BEIJING (AP) – Asian stock markets were mixed yesterday after Wall Street rose and the Federal Reserve chairman said it will raise interest rates further if needed to cool inflation.

Shanghai and Hong Kong declined. Tokyo and Seoul advanced. Oil prices rose to stay above USD110 per barrel.

On Wall Street, the benchmark S&P 500 index rose by an unusually wide daily margin of two per cent after positive United States (US) retail sales data helped to offset concern about inflation.

The Fed will “have to consider moving more aggressively” if inflation that is running at a four-decade high fails to ease after earlier rate hikes, chair Jerome Powell said at a Wall Street Journal conference.

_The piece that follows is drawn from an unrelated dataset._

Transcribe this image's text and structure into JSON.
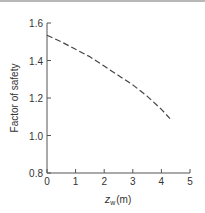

Expectations of rate hikes “ticked higher” due to Powell’s comments, but “markets are shrugging it off and are in need of a breather” after a sell-off, Yeap Jun Rong of IG said in a report.

The Shanghai Composite Index lost 0.4 per cent to 3,082.12 and the Hang Seng in Hong Kong sank 0.6 per cent to 20,471.54.

The Nikkei 225 in Tokyo gained 0.6 per cent to 26,824.46 after the government reported economic output shrank 0.2 per cent in the first three months of 2022. That was stronger than expectations.

A man walks past a bank’s electronic board showing the Hong Kong share index. PHOTO: AP

The Kospi in Seoul gained 0.2 per cent to 2,624.64 and Sydney’s S&P-ASX 200 advanced 0.9 per cent to 7,187.10.

India’s Sensex opened up 0.5 per cent at 54,590.12. Bangkok declined while New Zealand and other Southeast Asian markets rose.

On Wall Street, the S&P 500 advanced to 4,088.85. The Dow Jones Industrial Average rose 1.3 per cent to 32,654.59. The Nasdaq gained 2.8 per cent to 11,984.52.

Big tech stocks led the rally. Apple and Microsoft were among the biggest winners.

Small-company stocks rose more than the rest of the market, a signal that investors are feeling bullish about the economy. Treasury yields rose.

Investors welcomed a Commerce Department report that showed retail sales rose 0.9 per cent in April.

Consumers are providing critical support to the economy despite higher costs for gas, food and rent. The economy contracted in the first three months of the year, but consumer and business spending still increased at a healthy pace.

The Fed and other central banks are raising interest rates that have been near zero during the coronavirus pandemic or said they plan to in order to cool inflation.

Supply chain problems have prompted businesses to raise prices on everything from food to clothing as demand rebounds after the pandemic.

Oil and gas prices have been pushed up by Russia’s war on Ukraine, which fuelled fears Russian supplies might be disrupted.

In energy markets, benchmark US crude rose USD0.66 to USD113.05 in electronic trading on the New York Mercantile Exchange. The contract fell USD1.80 on Tuesday to USD112.40.

Brent crude, the price basis for international oil trading, added USD0.17 to USD112.10 per barrel in London. It lost USD2.31 the previous session to USD111.93.

The dollar declined to JPY129.11 from Tuesday’s JPY129.42. The euro sank to USD1.0536 from USD1.0543.